Tuesday’s round up

President Obama met with Turkish Prime Minister Erdogan at the White House yesterday and pressed him to “reintegrate religious minorities,” open the Halki seminary, and give Ecumenical Patriarch Bartholomew some room to do his job. The Supreme Court said it will decide whether a California law school illegally discriminated against a Christian group that discriminates […]

President Obama met with Turkish Prime Minister Erdogan at the White House yesterday and pressed him to “reintegrate religious minorities,” open the Halki seminary, and give Ecumenical Patriarch Bartholomew some room to do his job.

The Supreme Court said it will decide whether a California law school illegally discriminated against a Christian group that discriminates against gays and lesbians.
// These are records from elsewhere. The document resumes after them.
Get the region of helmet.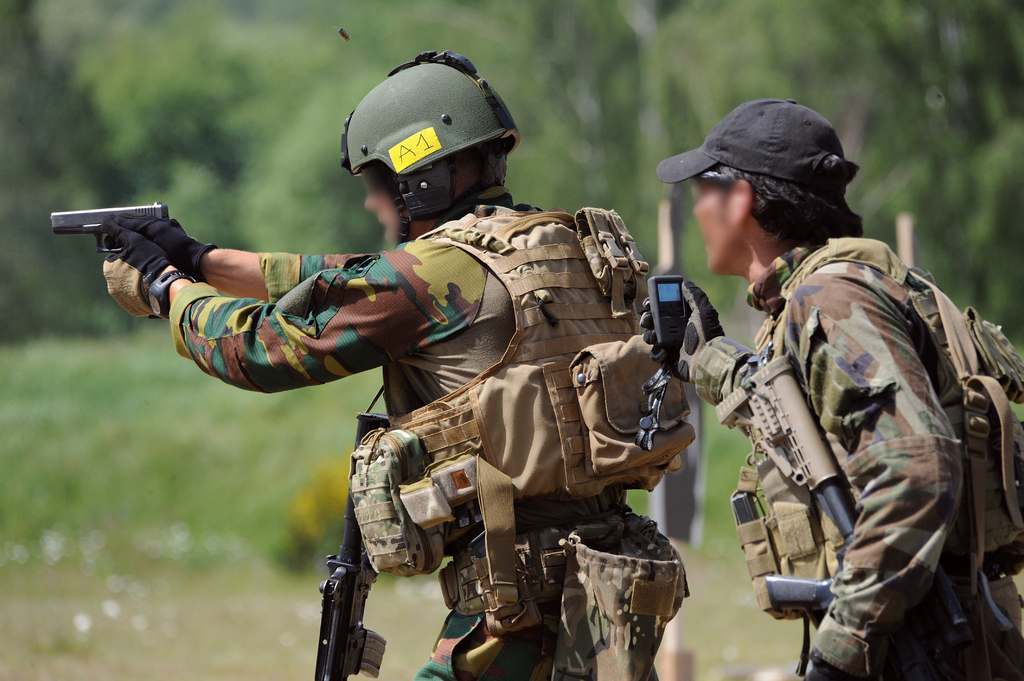
<bbox>332, 57, 533, 218</bbox>.
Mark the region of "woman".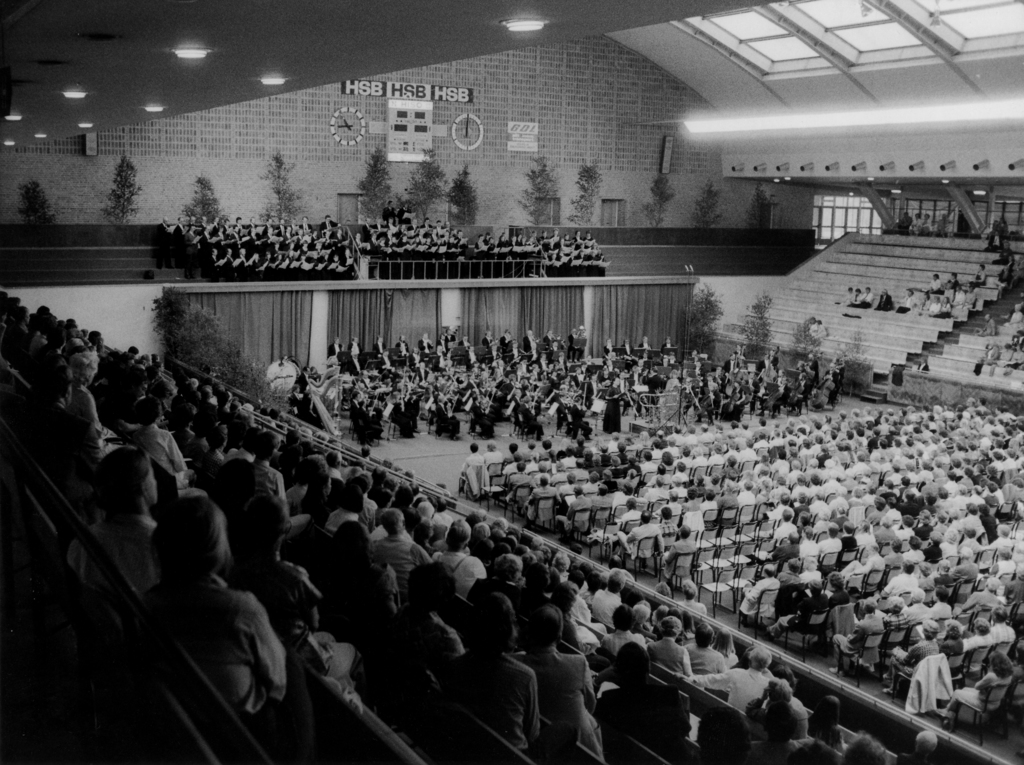
Region: box(771, 665, 803, 710).
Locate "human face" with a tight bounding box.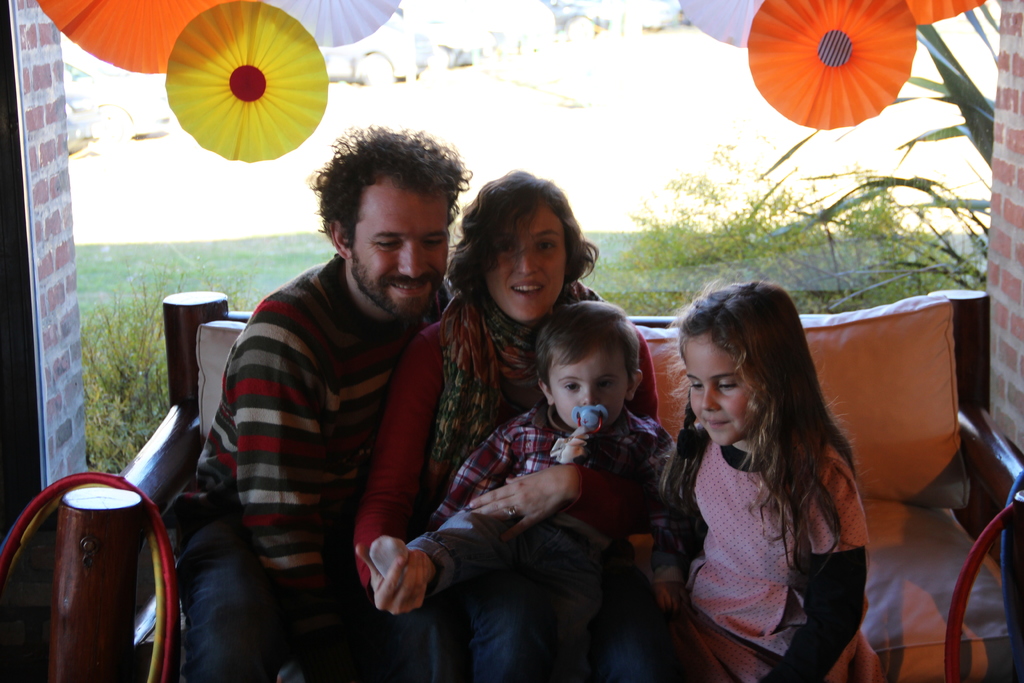
[545, 341, 628, 429].
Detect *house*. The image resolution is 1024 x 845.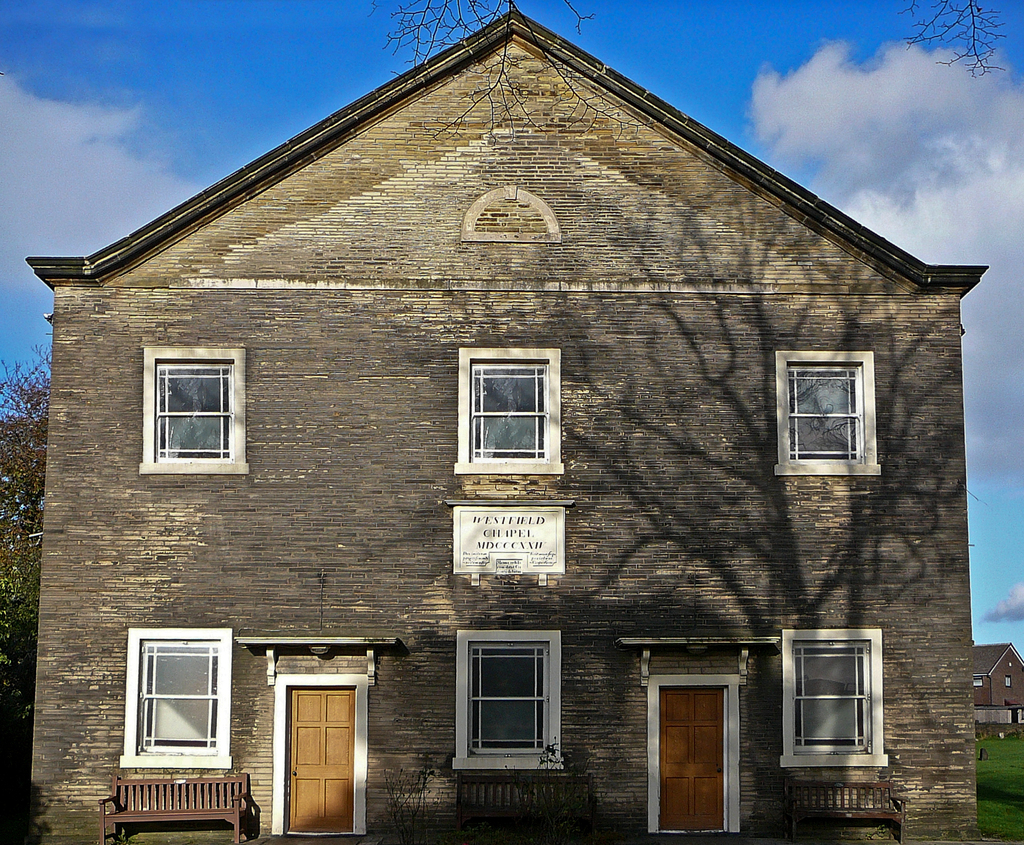
(left=972, top=641, right=1023, bottom=727).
With religious folks on the left and right looking on, the Senate is expected to vote on the Nelson amendment to the health-care reform bill today. Nobody seems to think it will pass, but anti-abortion provisions could be included in the final bill anyway. Former Maryland Gov. Kathleen Kennedy Townsend, not cowed by her cousin’s public spat with the Catholic Church, says the bishops conference “has lost its way” by forcefully insisting on the primacy of abortion in the health-care debate.


An Anglican commission on unity meeting in England urged Episcopalians to vote against confirming the lesbian elected as a bishop in Los Angeles last week.

The prosecution’s psychiatrist at the Elizabeth Smart kidnapping trial said abusive clergy “routinely and dramatically distort their relationship with God.”

Rather than go through the legal hassle, cities are just not putting up religious holiday displays this year. Washingtonians are celebrating Festivus by airing their grievances at noon every Saturday and Sunday. One could argue that the airing of grievances is a year-round ritual in Washington.

Litigious Atheist Michael Newdow wants the D.C. Circuit Court to stop saying “God Save the United States and this Honorable Court” before arguments. Eight Rastafarians have been in segregated confinement for 10 years because they refuse to cut their hair.

European foreign ministers urged Israelis and Palestinians to make Jerusalem their shared capital. Israel’s justice minister said the Bible is a “complete solution to all the things we are dealing with” and proposed that its tenets become binding law. Opponents said Israel is being Talibanized.